Guise's terms were accepted. He had lived to repay England for his spear wound at Boulogne, and the last remnant of the conquests of the Plantagenets was gone.
Measured by substantial value, the loss of Calais was a gain. English princes were never again to lay claim to the crown of France, and the possession of a fortress on French soil was a perpetual irritation. But Calais was called the "brightest jewel in the English crown." A jewel it was, useless, costly, but dearly prized. Over the gate of Calais had once stood the insolent inscription:—
"Then shall the Frenchmen Calais win,
When iron and lead like cork shall swim:"
and the Frenchmen had won it, won it in fair and gallant fight.
If Spain should rise suddenly into her ancient strength and tear Gibraltar from us, our mortification would be faint, compared to the anguish of humiliated pride with which the loss of Calais distracted the subjects of Queen Mary.[(Back to Content)]
CHAPTER VI.
DEATH OF MARY.
The queen would probably have found the parliament which met on the 20th of January little better disposed towards her than its predecessor. The subsidy which should have paid the crown debts had gone as the opposition had foretold, and the country had been dragged after all into the war so long dreaded and so much deprecated. The forced loan of £100,000 had followed, and money was again wanted.
But ordinary occasions of discontent disappeared in the enormous misfortune of the loss of Calais; or rather, the loss of Calais had so humbled the nation in its own eyes, that it expected to be overrun with French armies in the approaching summer. The church had thriven under Mary's munificence, but every other interest had been recklessly sacrificed. The fortresses were without arms, the ships were unfit for service, the coast was defenceless. The parliament postponed their complaints till the national safety had been provided for.
On the 26th, a committee, composed of thirty members of both houses, met to consider the crisis.[633] "That no way or policy should be undevised or not thought upon," they divided themselves into three sub-committees; and after three days' separate consultation the thirty met again, and agreed to recommend the heaviest subsidy which had been ever granted to an English sovereign, equivalent in modern computation to an income-tax of 20 per cent, for two years. If levied fairly such a tax would have yielded a large return. Michele, the Venetian, says that many London merchants were worth as much as £60,000 in money; the graziers and the merchants had made fortunes while the people had starved. But either from hatred of the government, or else from meanness of disposition, the money-making classes generally could not be expected to communicate the extent of their possessions. The landowners, truly or falsely, declared that, "for the most part, they received no more rent than they were wont to receive," "yet, paying for everything, they provided thrice as much by reason of the baseness of the money."[634] It was calculated that the annual proceeds of the subsidy would be no more than £140,000;[635] and even this the House of Commons declared that the country would not bear for more than one year. They did not choose perhaps to leave the queen at liberty to abuse their confidence by giving her the full grant to squander on the clergy. They were unanimous that the country must and should be defended. They admitted that the sum which they were ready to vote would fall short of the indispensable outlay; nevertheless, when the report of the committee was laid before them they cut it down to half. They agreed to give four shillings in the pound for one year, and to pay it all at Midsummer. "They entreated her majesty to stay the demanding of more" until another session of parliament. Should circumstances then require it, they promised that they would add whatever might be necessary; but, for the present, "if any invasion should be in the realm, or if the enemy should seek to annoy them at home, they would have to employ themselves with all their powers, which would not be without their great charges."[636]
The resolution of parliament decided the council in the course which they must pursue with respect to Calais. Philip, unable to prevent the catastrophe alone, proposed to take the field at once with a united army of English and Spaniards, to avenge it, and effect a recapture. He laid his plans before the council. The council, in reply, thanked his majesty for his good affection towards the realm; they would have accepted his offer on their knees had it been possible, but the state of England obliged them to decline. The enemy, after the time which had been allowed them, "would be in such strength that it was doubtful if by force alone they could be expelled." If England sent out an army, it could not send less than twenty thousand men; and the troops would go unwillingly upon a service for which they had no heart, at a time of year when they were unused to exposure. Before the year was out £150,000 at the lowest would have to be spent in keeping the musters of the country under arms. The navy and the defences of the coast and of the isles, would cost £200,000, without including the losses of cannon and military stores at Guisnes and Calais, which would have to be made good. The campaign which Philip proposed could not cost less than a further £170,000; and so much money could not be had "without the people should have strange impositions set upon them, which they could not bear." There was but "a wan hope of recovering Calais," and "inconveniences might follow" if the attempt was made and failed.[637]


_WHAT IS REQUIRED_
Your reply should consist solely of the lines from the one containing "is (725, 420)." through the end of the data, restated word for word.
=== RECORDS SUPPLIED ===
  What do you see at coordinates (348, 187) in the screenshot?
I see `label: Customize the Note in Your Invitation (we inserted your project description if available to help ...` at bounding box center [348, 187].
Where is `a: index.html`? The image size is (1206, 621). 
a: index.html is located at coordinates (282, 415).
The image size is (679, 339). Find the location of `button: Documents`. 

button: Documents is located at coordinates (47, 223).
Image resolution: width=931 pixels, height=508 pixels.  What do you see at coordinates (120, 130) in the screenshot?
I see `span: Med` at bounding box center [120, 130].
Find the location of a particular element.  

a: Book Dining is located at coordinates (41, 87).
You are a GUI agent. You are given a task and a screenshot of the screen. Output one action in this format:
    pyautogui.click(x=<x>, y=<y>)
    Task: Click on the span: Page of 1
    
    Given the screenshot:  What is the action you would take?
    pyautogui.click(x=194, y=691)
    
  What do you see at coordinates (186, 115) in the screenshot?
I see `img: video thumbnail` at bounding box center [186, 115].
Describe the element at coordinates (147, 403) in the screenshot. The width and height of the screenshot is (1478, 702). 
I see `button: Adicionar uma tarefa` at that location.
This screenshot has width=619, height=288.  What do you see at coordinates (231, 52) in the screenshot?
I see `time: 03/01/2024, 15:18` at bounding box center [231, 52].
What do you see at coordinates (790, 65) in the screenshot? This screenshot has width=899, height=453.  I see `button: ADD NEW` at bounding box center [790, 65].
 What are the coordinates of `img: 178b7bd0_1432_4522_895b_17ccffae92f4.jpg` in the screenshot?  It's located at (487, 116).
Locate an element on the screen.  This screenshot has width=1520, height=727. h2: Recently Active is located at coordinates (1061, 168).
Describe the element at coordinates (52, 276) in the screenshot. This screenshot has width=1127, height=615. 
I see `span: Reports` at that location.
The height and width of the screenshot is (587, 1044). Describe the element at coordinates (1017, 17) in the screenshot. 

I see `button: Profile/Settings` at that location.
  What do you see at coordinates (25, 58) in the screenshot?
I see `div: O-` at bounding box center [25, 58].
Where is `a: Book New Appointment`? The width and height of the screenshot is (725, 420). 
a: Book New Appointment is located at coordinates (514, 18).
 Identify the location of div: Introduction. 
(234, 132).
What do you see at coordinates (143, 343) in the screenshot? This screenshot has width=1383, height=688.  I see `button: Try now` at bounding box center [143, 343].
===
_EXERCISE SOLUTION_
Where is `a: Book New Appointment`? The width and height of the screenshot is (725, 420). 
a: Book New Appointment is located at coordinates (514, 18).
 Identify the location of div: Introduction. 
(234, 132).
What do you see at coordinates (143, 343) in the screenshot? This screenshot has width=1383, height=688.  I see `button: Try now` at bounding box center [143, 343].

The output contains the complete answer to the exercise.